Research in the Stauffer Lab at UL Lafayette focuses on:
Phytoplankton ecology - investigating how these essential organisms at the base of the food web interact with the environment, each other, and other members of the ecosystem.
Extreme events & planktonic communities - quantifying how extreme events (i.e. hypoxia, fish kills, hurricanes) affect phytoplankton community structure and planktonic food webs.
Coastal biological oceanography - assessing the roles that physical, chemical, and biological processes play in structuring plankton communities in coastal ecosystems across varying scales in space and time.

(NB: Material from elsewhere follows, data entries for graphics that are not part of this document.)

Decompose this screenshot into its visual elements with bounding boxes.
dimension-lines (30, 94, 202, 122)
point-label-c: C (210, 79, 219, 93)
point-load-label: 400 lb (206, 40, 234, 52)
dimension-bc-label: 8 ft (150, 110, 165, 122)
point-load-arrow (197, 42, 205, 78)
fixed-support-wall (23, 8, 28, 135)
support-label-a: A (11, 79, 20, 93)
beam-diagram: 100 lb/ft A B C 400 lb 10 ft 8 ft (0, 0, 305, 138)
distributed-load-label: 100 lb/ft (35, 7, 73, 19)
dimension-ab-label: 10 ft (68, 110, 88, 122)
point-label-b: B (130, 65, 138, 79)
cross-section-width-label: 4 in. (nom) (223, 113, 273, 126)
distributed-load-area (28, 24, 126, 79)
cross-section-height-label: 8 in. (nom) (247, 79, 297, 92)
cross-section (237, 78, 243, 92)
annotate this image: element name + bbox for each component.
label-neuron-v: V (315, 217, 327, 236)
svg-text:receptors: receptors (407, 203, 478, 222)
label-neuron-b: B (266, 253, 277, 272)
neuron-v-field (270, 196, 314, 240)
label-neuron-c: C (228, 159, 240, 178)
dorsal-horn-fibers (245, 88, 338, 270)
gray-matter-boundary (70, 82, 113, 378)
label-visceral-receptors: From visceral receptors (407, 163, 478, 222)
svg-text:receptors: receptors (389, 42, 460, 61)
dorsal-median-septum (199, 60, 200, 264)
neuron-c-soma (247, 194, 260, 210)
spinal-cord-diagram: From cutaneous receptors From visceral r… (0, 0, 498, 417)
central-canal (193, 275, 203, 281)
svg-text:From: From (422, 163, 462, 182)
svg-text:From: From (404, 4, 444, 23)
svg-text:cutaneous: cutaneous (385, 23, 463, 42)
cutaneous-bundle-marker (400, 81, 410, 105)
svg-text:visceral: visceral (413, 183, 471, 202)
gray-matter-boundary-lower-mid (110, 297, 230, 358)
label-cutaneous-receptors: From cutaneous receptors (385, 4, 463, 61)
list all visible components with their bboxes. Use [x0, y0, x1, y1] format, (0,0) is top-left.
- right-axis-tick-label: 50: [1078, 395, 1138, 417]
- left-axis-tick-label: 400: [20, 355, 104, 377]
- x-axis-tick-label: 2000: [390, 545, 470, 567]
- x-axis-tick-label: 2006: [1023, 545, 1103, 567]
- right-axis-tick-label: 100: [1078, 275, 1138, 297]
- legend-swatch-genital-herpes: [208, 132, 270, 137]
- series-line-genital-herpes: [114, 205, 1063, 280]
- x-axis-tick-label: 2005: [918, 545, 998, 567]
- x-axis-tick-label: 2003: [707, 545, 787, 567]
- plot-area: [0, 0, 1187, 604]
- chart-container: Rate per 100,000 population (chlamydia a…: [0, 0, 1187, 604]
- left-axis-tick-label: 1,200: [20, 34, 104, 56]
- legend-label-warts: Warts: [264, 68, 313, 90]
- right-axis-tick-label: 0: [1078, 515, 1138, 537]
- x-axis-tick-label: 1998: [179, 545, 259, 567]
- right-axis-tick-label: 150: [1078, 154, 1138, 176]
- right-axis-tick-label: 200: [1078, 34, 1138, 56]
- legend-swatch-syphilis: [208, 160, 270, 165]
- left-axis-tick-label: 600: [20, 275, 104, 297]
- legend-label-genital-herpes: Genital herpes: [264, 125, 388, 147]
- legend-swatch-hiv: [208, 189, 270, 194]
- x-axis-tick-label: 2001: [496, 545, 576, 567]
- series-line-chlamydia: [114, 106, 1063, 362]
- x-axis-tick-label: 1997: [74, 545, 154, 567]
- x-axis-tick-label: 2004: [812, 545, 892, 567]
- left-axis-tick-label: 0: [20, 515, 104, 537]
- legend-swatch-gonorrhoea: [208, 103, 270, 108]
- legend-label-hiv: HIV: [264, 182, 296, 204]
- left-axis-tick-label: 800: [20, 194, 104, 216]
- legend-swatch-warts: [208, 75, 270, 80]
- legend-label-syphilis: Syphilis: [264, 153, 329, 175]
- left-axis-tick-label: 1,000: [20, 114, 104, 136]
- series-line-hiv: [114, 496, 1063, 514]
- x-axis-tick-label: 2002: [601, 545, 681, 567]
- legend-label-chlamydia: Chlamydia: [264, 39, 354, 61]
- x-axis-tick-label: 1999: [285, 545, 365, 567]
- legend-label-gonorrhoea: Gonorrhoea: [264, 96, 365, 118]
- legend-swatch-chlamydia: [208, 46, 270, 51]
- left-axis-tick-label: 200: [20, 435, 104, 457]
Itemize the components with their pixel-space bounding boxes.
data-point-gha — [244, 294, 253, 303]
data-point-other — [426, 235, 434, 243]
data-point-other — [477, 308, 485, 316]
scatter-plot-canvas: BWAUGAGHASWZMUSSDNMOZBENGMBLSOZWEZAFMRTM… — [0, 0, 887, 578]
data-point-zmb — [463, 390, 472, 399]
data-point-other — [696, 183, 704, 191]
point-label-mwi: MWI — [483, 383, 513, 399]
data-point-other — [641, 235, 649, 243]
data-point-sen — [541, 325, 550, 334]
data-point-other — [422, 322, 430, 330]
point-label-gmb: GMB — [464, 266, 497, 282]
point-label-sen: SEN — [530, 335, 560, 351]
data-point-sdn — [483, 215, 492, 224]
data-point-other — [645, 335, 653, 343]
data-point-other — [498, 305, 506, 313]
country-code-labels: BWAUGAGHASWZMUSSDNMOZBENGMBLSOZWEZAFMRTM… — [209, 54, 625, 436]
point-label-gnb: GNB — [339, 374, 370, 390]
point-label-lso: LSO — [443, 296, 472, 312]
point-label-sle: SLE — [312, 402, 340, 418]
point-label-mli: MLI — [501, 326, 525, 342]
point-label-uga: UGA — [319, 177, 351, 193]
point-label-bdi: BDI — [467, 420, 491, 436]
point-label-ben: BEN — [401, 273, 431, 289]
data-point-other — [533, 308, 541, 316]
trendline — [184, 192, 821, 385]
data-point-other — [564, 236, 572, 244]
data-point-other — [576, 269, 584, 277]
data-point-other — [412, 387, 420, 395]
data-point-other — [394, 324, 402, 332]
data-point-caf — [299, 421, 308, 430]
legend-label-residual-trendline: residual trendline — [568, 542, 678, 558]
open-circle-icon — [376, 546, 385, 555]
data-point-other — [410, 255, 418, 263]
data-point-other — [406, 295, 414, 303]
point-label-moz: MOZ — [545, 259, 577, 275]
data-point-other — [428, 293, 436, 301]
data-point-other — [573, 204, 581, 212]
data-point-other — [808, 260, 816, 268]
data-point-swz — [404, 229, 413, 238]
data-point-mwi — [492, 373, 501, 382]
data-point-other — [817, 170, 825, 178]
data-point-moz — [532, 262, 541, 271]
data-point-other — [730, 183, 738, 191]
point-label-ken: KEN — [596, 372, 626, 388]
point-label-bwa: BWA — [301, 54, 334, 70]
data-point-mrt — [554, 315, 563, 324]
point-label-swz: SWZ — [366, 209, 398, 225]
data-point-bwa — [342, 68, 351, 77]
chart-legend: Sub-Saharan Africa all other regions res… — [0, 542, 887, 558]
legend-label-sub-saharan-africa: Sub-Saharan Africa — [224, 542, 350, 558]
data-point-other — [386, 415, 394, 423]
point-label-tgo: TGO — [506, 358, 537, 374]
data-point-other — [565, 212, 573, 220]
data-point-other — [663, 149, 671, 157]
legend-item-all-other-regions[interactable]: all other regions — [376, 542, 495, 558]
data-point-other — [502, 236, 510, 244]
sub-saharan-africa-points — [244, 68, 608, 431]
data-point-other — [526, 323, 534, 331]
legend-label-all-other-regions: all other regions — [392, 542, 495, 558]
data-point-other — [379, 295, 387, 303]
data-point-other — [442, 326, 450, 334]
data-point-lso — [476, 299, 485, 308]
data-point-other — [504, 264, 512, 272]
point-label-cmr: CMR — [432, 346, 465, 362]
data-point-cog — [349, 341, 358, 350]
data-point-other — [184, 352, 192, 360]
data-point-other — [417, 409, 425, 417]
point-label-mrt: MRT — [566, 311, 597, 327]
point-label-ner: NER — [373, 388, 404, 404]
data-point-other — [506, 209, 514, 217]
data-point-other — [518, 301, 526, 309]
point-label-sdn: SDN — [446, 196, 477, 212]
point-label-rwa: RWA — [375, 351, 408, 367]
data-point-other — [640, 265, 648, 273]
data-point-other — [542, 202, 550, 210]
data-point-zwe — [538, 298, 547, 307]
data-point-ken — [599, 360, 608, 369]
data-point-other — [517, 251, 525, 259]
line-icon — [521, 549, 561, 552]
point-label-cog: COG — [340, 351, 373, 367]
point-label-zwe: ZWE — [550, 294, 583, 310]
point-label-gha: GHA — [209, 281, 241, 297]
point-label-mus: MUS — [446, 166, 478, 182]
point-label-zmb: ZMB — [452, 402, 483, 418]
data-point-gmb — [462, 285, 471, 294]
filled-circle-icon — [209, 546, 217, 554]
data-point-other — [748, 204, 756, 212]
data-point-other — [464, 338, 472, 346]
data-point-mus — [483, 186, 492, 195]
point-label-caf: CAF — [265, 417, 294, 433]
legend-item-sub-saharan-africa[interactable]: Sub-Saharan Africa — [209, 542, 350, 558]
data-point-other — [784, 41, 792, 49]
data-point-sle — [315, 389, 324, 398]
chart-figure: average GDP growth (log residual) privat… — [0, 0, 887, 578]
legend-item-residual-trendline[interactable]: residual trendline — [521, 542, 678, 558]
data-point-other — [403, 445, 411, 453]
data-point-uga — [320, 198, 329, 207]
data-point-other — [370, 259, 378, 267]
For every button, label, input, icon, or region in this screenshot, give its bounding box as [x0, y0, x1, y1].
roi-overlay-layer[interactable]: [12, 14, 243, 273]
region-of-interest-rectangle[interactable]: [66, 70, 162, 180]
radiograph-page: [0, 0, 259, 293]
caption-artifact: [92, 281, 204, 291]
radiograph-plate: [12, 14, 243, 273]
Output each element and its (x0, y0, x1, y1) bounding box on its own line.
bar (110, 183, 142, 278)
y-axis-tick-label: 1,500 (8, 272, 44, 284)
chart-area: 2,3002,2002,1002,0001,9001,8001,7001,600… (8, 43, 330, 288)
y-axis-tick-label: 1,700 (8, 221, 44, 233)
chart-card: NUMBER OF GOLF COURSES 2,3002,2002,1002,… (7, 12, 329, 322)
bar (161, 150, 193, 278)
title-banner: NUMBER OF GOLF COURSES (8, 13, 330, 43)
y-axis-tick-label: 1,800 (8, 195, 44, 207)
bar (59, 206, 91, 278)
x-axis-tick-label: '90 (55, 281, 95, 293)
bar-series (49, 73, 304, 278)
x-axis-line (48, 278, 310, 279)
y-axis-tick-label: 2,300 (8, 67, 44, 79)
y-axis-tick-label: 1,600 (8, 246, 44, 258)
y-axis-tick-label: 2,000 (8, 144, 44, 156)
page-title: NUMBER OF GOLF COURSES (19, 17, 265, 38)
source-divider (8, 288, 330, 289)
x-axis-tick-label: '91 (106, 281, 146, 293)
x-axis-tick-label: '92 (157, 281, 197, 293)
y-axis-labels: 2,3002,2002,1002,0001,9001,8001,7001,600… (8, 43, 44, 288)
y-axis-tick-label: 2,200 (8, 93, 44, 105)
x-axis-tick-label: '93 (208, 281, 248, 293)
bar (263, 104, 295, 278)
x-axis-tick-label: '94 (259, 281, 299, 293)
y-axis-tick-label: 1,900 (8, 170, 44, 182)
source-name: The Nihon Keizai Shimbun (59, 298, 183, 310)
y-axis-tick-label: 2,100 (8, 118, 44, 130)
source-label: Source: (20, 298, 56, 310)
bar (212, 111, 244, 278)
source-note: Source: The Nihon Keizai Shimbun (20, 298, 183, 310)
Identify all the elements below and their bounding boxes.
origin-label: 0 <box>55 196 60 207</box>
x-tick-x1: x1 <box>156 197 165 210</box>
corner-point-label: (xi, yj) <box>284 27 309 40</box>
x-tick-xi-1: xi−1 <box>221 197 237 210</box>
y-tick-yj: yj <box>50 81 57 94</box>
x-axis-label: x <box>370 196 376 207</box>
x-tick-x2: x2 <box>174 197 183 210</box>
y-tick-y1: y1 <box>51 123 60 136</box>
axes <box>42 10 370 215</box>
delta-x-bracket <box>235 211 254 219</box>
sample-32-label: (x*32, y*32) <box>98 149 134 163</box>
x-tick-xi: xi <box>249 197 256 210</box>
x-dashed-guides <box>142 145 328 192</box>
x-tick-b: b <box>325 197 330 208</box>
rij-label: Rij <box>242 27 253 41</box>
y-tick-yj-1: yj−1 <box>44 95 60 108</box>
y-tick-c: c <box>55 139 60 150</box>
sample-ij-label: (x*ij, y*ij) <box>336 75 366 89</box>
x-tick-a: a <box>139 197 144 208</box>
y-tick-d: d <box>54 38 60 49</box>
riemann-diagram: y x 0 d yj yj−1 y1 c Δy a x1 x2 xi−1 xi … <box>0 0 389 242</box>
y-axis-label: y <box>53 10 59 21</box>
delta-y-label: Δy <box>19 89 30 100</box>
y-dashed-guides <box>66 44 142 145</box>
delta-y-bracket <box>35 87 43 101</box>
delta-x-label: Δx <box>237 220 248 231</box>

Water quality issues & emerging technologies - understanding the underlying processes driving water quality problems (e.g. eutrophication, hypoxia, harmful algal blooms), and applying new tools and techniques to find better ways of dealing with them.
We use a combination of laboratory and field-based approaches to understand factors that structure phytoplankton communities, lead to algal blooms, and the food web implications of those events. Activities in the Stauffer Lab also include the development and application of new tools to study and model aquatic ecosystems over time and space.
Phytoplankton ecology - investigating how these essential organisms at the base of the food web interact with the environment, each other, and other members of the ecosystem.
Extreme events & planktonic communities - quantifying how extreme events (i.e. hypoxia, fish kills, hurricanes) affect phytoplankton community structure and planktonic food webs.
Coastal biological oceanography - assessing the roles that physical, chemical, and biological processes play in structuring plankton communities in coastal ecosystems across varying scales in space and time.
Water quality issues & emerging technologies - understanding the underlying processes driving water quality problems (e.g. eutrophication, hypoxia, harmful algal blooms), and applying new tools and techniques to find better ways of dealing with them.
We use a combination of laboratory and field-based approaches to understand factors that structure phytoplankton communities, lead to algal blooms, and the food web implications of those events. Activities in the Stauffer Lab also include the development and application of new tools to study and model aquatic ecosystems over time and space.